Same company, same processes—and still completely different

What this is about

In the late 1960s, IBM—an international company—faced a puzzling question:
Why did identical management practices work extremely well in some countries—and not at all in others?

The person who explored this question was Geert Hofstede. His insight: the organization itself was not the issue—it was the different cultural imprints of the people within it.

In an empirical study involving more than 110,000 IBM employees, Hofstede developed his model of cultural dimensions in the late 1960s using factor analysis. The study initially covered 67 countries, was later expanded to 76, and eventually (in 2010) extended to 93 countries for two additional dimensions (long-term vs. short-term orientation and indulgence vs. restraint).

The original four core dimensions were:

  • Power Distance
  • Individualism vs. Collectivism
  • Masculinity vs. Femininity
  • Uncertainty Avoidance

Hofstede later added a fifth dimension (Long-Term vs. Short-Term Orientation) and, in 2010, a sixth: Indulgence vs. Restraint.

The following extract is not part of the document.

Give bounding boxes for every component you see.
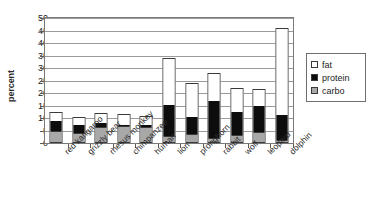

The tool: Three cultural dimensions in practice

For everyday leadership, we focus here on three key dimensions and how they show up in practice:

1. Power Distance: low vs. high

  • Low: leadership at eye level
  • High: clear expectations around leadership and decision-making

Key question:
“Am I expected to facilitate—or to give clear direction?”

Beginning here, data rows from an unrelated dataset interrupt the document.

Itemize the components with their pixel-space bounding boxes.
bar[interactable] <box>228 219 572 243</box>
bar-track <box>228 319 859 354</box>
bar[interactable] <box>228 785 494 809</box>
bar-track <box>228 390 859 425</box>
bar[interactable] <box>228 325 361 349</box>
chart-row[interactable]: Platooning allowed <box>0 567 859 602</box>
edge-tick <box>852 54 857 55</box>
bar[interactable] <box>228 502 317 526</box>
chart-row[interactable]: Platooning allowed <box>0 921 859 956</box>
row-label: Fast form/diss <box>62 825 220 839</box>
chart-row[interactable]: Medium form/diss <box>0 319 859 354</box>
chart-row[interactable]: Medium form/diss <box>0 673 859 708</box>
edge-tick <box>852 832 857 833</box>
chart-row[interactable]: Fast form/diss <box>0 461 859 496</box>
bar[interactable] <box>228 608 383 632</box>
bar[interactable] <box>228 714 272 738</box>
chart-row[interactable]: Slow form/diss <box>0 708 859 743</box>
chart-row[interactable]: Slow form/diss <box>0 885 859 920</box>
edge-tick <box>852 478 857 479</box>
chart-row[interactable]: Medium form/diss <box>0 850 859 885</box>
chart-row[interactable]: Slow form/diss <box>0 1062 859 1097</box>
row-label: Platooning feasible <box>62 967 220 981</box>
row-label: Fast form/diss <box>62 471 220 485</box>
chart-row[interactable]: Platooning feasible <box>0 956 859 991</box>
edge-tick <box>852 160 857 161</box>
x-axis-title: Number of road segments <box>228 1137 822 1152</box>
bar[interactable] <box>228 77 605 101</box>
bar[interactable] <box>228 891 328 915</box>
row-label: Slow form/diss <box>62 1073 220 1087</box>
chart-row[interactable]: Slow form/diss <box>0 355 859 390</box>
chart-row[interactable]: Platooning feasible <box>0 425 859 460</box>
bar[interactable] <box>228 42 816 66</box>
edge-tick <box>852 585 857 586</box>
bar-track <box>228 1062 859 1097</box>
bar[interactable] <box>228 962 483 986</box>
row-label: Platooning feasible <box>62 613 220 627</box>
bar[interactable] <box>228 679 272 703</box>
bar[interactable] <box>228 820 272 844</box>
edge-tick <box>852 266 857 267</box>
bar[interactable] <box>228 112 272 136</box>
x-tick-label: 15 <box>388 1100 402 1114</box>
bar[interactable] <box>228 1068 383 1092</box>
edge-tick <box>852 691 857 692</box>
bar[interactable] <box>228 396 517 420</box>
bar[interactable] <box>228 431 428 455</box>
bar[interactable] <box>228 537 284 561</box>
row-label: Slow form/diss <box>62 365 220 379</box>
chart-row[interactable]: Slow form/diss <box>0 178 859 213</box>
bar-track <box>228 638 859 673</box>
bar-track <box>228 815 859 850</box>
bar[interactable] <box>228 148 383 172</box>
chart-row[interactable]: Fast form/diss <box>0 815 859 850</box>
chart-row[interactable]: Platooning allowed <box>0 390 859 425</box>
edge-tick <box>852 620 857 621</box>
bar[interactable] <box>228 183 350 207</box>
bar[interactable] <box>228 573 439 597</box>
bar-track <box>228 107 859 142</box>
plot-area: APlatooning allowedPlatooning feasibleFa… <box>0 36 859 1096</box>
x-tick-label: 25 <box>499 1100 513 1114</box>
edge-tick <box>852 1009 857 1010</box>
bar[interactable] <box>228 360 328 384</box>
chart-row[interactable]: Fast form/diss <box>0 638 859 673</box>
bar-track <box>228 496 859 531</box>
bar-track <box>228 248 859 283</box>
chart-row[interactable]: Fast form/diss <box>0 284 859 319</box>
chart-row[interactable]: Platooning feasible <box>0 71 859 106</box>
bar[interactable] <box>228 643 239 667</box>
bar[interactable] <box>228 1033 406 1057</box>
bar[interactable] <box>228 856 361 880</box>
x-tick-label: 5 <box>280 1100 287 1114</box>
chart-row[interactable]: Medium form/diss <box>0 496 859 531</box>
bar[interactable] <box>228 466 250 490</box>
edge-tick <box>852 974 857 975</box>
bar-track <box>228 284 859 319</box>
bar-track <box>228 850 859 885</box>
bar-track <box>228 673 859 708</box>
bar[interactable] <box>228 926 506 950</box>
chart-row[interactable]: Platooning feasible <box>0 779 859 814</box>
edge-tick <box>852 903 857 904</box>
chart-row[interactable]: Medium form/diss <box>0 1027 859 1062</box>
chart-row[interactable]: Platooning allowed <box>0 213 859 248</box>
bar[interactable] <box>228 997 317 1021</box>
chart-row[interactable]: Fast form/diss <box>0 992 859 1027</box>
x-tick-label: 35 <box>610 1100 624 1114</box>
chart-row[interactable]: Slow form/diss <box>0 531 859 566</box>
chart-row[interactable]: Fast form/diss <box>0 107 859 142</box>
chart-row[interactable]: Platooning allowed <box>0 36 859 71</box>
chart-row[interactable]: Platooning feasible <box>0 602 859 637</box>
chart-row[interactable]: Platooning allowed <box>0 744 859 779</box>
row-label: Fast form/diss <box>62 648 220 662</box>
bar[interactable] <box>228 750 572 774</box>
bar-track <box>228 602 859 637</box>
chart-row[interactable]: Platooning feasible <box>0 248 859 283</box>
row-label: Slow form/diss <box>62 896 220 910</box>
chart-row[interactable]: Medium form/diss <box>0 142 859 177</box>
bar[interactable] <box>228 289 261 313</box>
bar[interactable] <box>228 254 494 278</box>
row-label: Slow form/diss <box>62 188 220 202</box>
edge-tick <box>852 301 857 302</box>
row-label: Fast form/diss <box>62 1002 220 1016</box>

2. Individualism vs. Collectivism

  • Individualistic: initiative, personal responsibility
  • Collectivist: alignment, belonging, harmony
  • Direct communication: clear, explicit, potentially confrontational
  • Indirect communication: cautious, nuanced, relationship-oriented

Key questions:

  • “Do I reach my team through individual aims—or through a shared sense of purpose?”
  • “How explicit do I need to be—and where is restraint more effective?”

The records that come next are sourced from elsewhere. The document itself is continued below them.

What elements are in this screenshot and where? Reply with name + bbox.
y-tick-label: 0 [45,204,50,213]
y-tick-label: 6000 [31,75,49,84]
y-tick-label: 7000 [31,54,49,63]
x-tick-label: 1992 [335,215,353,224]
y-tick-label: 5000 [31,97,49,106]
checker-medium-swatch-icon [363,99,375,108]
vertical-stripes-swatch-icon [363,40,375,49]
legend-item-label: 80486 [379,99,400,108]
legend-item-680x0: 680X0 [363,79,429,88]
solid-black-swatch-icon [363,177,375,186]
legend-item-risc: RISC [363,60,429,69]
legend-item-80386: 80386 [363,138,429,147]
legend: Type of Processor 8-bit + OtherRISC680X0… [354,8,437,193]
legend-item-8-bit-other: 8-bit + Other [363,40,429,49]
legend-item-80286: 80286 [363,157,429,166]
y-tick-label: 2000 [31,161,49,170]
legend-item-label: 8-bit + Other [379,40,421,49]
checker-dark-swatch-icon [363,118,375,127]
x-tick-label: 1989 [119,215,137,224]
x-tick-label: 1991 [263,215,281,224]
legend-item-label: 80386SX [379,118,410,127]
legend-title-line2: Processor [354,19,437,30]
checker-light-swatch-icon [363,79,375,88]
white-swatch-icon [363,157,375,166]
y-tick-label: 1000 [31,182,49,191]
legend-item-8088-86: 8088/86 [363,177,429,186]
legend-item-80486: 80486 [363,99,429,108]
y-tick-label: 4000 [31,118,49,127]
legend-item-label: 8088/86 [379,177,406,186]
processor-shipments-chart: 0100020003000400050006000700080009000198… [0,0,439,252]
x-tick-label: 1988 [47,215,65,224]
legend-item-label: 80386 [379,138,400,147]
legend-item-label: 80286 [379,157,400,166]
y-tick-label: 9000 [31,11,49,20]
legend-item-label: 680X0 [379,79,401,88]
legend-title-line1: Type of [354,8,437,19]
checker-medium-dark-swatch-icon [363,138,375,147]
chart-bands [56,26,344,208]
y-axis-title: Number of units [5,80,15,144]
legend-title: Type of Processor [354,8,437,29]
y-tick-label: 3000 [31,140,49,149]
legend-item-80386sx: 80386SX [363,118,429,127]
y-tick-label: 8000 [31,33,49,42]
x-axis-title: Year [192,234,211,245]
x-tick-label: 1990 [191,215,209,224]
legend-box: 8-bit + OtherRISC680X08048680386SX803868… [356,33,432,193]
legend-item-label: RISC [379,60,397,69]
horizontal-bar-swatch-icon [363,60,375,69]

3. Long-Term vs. Short-Term Orientation

  • Flexible: adaptation, relationships over time
  • Strict: planning, reliability, deadlines

Key question:
“What matters more here—maintaining the relationship or sticking to the plan?”

Self-check: A quick reality test

A particularly useful tool is the international comparison based on Hofstede’s data:
Country Comparison Bar Charts – Geert Hofstede

Select:

  1. Your own country
  2. A country represented in your team or organization

Then reflect, based on the comparison:

  • Where are the biggest differences?
  • Where do you experience these differences in your leadership practice?

Practical insight:
The greatest irritation almost always occurs exactly where the differences are largest.

A simple everyday tool: The “2-minute culture check”

Before an important conversation or meeting, ask yourself:

  • Who is in the room? (from a cultural perspective)
  • Where might differences arise?
  • What do I adjust specifically?
    • more clarity?
    • more context?
    • more involvement?

What this means for you as a leader

You don’t need to become a cultural expert.

But you do need to understand why people on your team may think and act differently—even when they appear to be doing the same things.

Effective leaders in international contexts do one thing particularly well:
They consciously adapt their behavior—without losing authenticity.